This week at the Plastics News Executive Forum, Mack Molding Co. is joining an elite club.
On March 13, the Arlington, Vt.-based custom injection molder and contract manufacturer will officially pick up the trophy for our 2023 Sustained Excellence award.
This is an award for the best of the best. Only previous winners of PN's Processor of the Year award are eligible. Mack was the 2006 Processor of the Year.
Mack has reinvented its business in the nearly two decades since then. It launched a medical products group and established clean room molding and finishing operations. Mack also made investments that helped it transition into becoming a full-service vertically integrated manufacturer that can take customers' projects from concept to production.
The moves have paid off. Back in 2006, Mack had sales of $277 million and employed 1,850. Today, it has sales of about $600 million and more than 3,000 employees.
During the pandemic, Mack had some of its best years ever. Mack supplied components used in ventilators, vaccine production, air purifiers and backup power supplies for hospitals and cell towers. The company stayed open and busy, and everyone kept coming to work in person. The company followed protocols to keep everyone safe.
Mack was founded in 1920, so it's kind of a unicorn in the plastics industry — a processor that's already more than 100 years old. And perhaps even more notably, it's always been owned by the same family.
In fact, in 2020, third-generation family owner and CEO Don Kendall III handed over the reins of parent company Mack Group to the fourth generation, Will Kendall.
Mack has long been an active community partner, the kind of company that lends a hand and financial support to a wide variety of community projects. The Kendall family and Mack have also been key supporters of health care, most notably donating $5 million to expand the emergency department and renovate Southwestern Vermont Medical Center.
The company also is well known for its approach to sustainable manufacturing that made the company an Environmental Leader and Green Business Partner in the state of Vermont.
That civic mindedness is something that Mack has in common with the previous PN Sustained Excellence award winners: Plastic Components Inc., GW Plastics Inc., Plastikos Inc., Innovative Injection Technologies Inc. (i2tech) and Hoffer Plastics Corp. All six companies have a reputation that adds to the award's prestige.
Something else I consider cool about this award is it gives me a chance to visit some excellent companies, including some I've never been to in person before.
In my January visit to Mack, the highlight was spending time talking about the company over dinner, and again in the headquarters the next morning, with three key managers: President Jeff Somple, who has been with Mack for 35 years; Vice President of Sales and Engineering Joan Magrath, who has been with the company for 36 years; and Vice President of Procurement Marc Colety, who retired in late 2023 after 27 years at Mack.
We talked about how they manage people and how they've prepared the company for the transition to the next generation of leaders.
When Mack won the Processor of the Year, it was nice recognition of a major transition in the business that had happened just a few years earlier. In the 1990s, serving computer and business equipment customers had accounted for three-quarters of Mack's sales. Then, suddenly, nearly all that business was gone when the OEMs shifted all their manufacturing to China.
Mack didn't follow. It was an American manufacturing company with close ties to its workers and the communities where it did business. So Mack changed its strategy and reinvented itself. The company made smart bets on technology and capabilities, and the right customers and end markets, too.
It helped that the company was extremely conservative financially. That helped it weather tough times.
By the end of this year, Somple, Magrath and Colety all plan to be retired from Mack. They're excited about the company's future, and they've spent a lot of time on succession planning.
As Somple put it: "We have a great foundation in place. We have great customers. We have great employees. We have a great financial situation. ... I think we left it in a good spot. I'm excited to see the next 20 years."
I think it's quite appropriate that this trio is capping off their careers with the Sustained Excellence award.
Don Loepp is editor of Plastics News and author of the Plastics Blog.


● **WHAT THE EXERCISE ASKS**
Only the lines from the one with "UI element localization: list" through the end of the data below belong in the answer, restated word for word, pictures excluded.

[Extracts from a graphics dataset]
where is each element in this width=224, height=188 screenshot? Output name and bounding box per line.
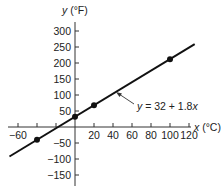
y-tick-label: 250 <box>53 41 71 53</box>
y-tick-label: 50 <box>59 105 71 117</box>
y-axis-label: y (°F) <box>61 4 88 16</box>
x-tick-label: 80 <box>145 129 157 141</box>
x-tick-label: 60 <box>126 129 138 141</box>
y-tick-label: −50 <box>53 137 71 149</box>
y-tick-label: 100 <box>53 89 71 101</box>
x-tick-label: −60 <box>9 129 27 141</box>
data-point <box>167 56 173 62</box>
x-tick-label: 20 <box>88 129 100 141</box>
y-tick-label: −100 <box>47 153 71 165</box>
y-tick-label: 200 <box>53 57 71 69</box>
x-tick-label: 40 <box>107 129 119 141</box>
y-tick-label: −150 <box>47 169 71 181</box>
annotation-arrow-shaft <box>119 94 134 104</box>
x-tick-label: 100 <box>161 129 179 141</box>
data-point <box>91 102 97 108</box>
data-point <box>34 137 40 143</box>
equation-annotation: y = 32 + 1.8x <box>116 92 198 112</box>
chart: −602040608010012030025020015010050−50−10… <box>0 0 224 188</box>
equation-label: y = 32 + 1.8x <box>136 100 198 112</box>
x-axis-label: x (°C) <box>193 121 221 133</box>
y-tick-label: 150 <box>53 73 71 85</box>
data-point <box>72 114 78 120</box>
annotation-arrowhead-icon <box>116 92 122 97</box>
y-tick-label: 300 <box>53 25 71 37</box>
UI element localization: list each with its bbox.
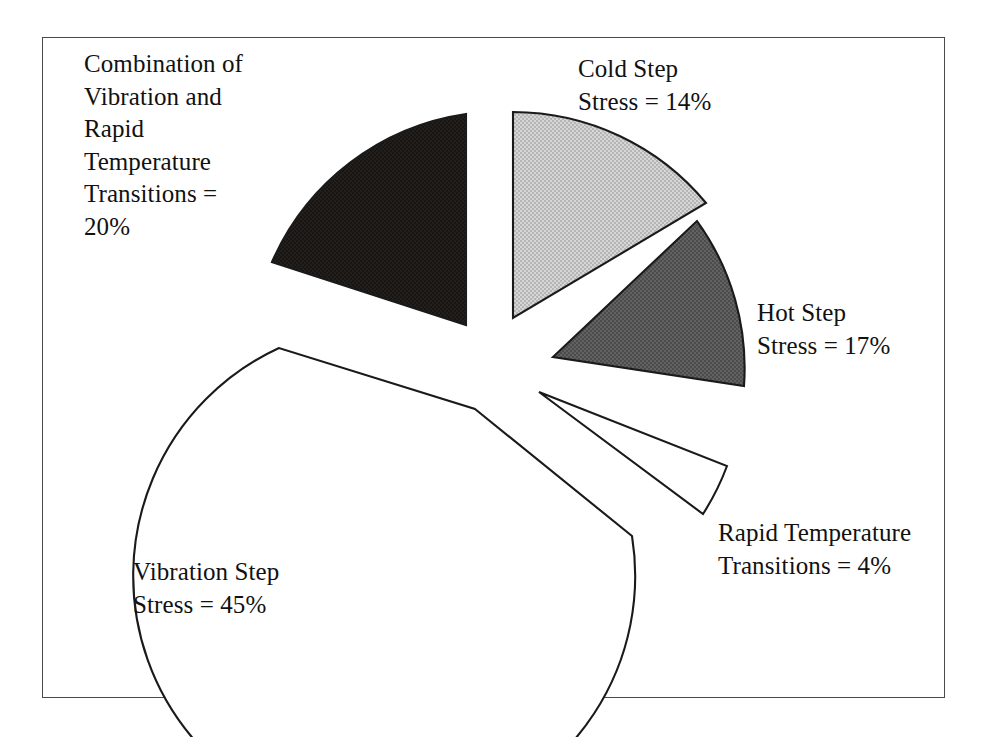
figure-root: Combination of Vibration and Rapid Tempe…: [0, 0, 981, 737]
pie-label-hot-step: Hot Step Stress = 17%: [757, 297, 981, 362]
pie-label-vibration-step: Vibration Step Stress = 45%: [133, 556, 383, 621]
pie-label-cold-step: Cold Step Stress = 14%: [578, 53, 838, 118]
pie-label-combination: Combination of Vibration and Rapid Tempe…: [84, 48, 319, 243]
pie-label-rapid-temperature-transitions: Rapid Temperature Transitions = 4%: [718, 517, 968, 582]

● **ANSWER FOR THIS EXERCISE**
UI element localization: list each with its bbox.
figure-root: Combination of Vibration and Rapid Tempe…: [0, 0, 981, 737]
pie-label-hot-step: Hot Step Stress = 17%: [757, 297, 981, 362]
pie-label-vibration-step: Vibration Step Stress = 45%: [133, 556, 383, 621]
pie-label-cold-step: Cold Step Stress = 14%: [578, 53, 838, 118]
pie-label-combination: Combination of Vibration and Rapid Tempe…: [84, 48, 319, 243]
pie-label-rapid-temperature-transitions: Rapid Temperature Transitions = 4%: [718, 517, 968, 582]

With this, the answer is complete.